Classes
We already covered interfaces and protocols. In our quest for composability, We need to look at classes as well. Classes:
- implement interfaces (i.e. play roles)
- communicate through interfaces to other services
- follow protocols in this communication
So in a way, what is “inside” a class is a byproduct of how objects of this class acts on the “outside”. Still, it does not mean there is nothing to say about classes themselves that contributes to better composability.
Single Responsibility Principle
I already said that we want our system to be a web of composable objects. An object is a granule of composability – we cannot e.g. unplug a half of an object and plug in another half. Thus, a valid question to ask is: how big should an object be to make the composability comfortable – to let us unplug as much logic as we want, leaving the rest untouched and ready to work with the new recipients we plug in?
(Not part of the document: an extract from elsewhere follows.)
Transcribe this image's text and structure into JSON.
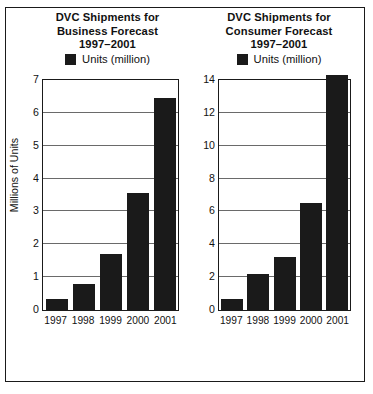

The answer comes with a Single Responsibility Principle (in short: SRP) for classes20, which says21:
There has been a lot written about the principle on the web, so I am not going to be wiser than your favorite web search engine (my recent search yielded over 74 thousand results). Still, I believe it is useful to explain this principle in terms of composability.
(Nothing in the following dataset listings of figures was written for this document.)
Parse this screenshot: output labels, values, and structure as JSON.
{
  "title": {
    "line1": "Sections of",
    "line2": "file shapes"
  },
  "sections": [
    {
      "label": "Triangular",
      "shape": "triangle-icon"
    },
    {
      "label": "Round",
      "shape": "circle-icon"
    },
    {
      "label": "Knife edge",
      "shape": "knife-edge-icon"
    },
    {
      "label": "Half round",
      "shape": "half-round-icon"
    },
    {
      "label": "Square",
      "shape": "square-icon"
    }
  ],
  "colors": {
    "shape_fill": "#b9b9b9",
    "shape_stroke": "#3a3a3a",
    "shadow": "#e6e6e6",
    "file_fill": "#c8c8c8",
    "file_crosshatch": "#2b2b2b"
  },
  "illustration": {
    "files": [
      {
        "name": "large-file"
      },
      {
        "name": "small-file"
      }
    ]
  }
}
Usually, the hard part about this principle is how to understand “a reason to change”. Robert C. Martin explains22 that this is about a single source of entropy that generates changes to the class. Which leads us to another trouble of defining a “source of entropy”. So I think it’s better to just give you an example.
Separating responsibilities
Remember the code Johnny and Benjamin used to apply incentive plans to employees? In case you don’t, here it is (it’s just a single method, not a whole class, but it should be enough for our needs):
1 public void ApplyYearlyIncentivePlan()
2 {
3 var employees = _repository.CurrentEmployees();
4
5 foreach(var employee in employees)
6 {
7 employee.EvaluateRaise();
8 employee.EvaluateBonus();
9 employee.Save();
10 }
11 }
So… how many reasons to change does this piece of code have? If we weren’t talking about “reason to change” but simply a “change”, the answer would be “many”. For example, someone may decide that we are not giving raises anymore and the employee.EvaluateRaise() line would be gone. Likewise, a decision could be made that we are not giving bonuses, then the employee.EvaluateBonus() line would have to be removed. So, there are undoubtedly many ways this method could change. But would it be for different reasons? Actually, no. The reason in both cases would be (probably) that the CEO approved a new incentive plan. So, there is one “source of entropy” for these two changes, although there are many ways the code can change. Hence, the two changes are for the same reason.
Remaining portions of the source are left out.